The second way that Preterossi approaches the insurmountability of the metaphysical excess to politics is by analysis of its disavowal in so-called Economic Theology, to which a major section of the book is devoted. Economic Theology here looks at the correspondence between (or transmutation of) the techniques and rationales of the Church's economy of salvation and modern bureaucratic procedures of life management now shorn of religiosity. It is something like the modern adulation of the neoliberal economy as the fulfilment of human life and wellbeing which, for Preterossi, leads to a denial of the importance of the polis, a loss of relational life, and the production of atomised consumers instead of citizens. This leads to a vacuum in which populisms have emerged which are really sophistic simulacra of true community bonds forged by political process. The sacred is hived off into Legal Theology, a sort of moral ideology formed from the ‘religion’ of human rights, the moralisation of international relations and wars (Kosovo, Kuwait), and an exultation of humanitarianism that hides the dynamics of domination by military and technocratic bodies and by financial capitalism. It also concerns the hegemony of ‘woke’ political correctness with its demonisation of canonical works, the sanitisation of history, and the identity politics that divide rather than assemble political bodies. Economic Theology, allied with Legal Theology, and the various techniques of governance which deny and obscure the insights of Political Theology, herald the apparent arrival of a depoliticised and immanent society.

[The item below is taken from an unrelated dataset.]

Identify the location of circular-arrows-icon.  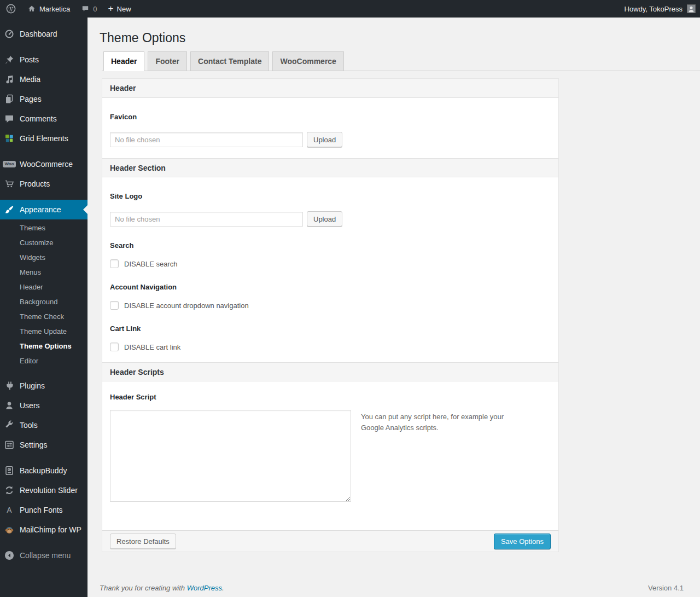
(9, 490).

However, argues Preterossi, the political is resurgent. Look at the rise of emergencies requiring exceptional political actions: pandemic, migrant, climate, 2008's financial crash. See the rise of populisms and ideological/religious fundamentalisms. Witness the theopolitics of the war in Ukraine. So there is a need for a deep analysis of the structure of modern politics which acknowledges the unavoidability of the theological-political. There needs to be political structures that can hold back chaos and anarchy but legitimated by collectivities that have ethical-political (not merely moralistic) bonds. We need too a confidence in political cultures that allow for conflict of ideas and interests in a complex, competitive, pluralist environment. And this is politics – the re-enchantment of political imagination and the search for mobilising worldviews (secular or not) that will allow for legitimate organisational forms rooted in collectivities of solidarity that will lead us out of both ‘politics as administration’ and reactive forms of pseudo-politics like populism. It is seizing the excessive energy that Political Theology evinces. Preterossi's critical analyses and tools are credible and worthy of scrutiny, once one penetrates the prose, although theologically we will have different ideas about the ground of human sociality and what is really excessive to human political formations.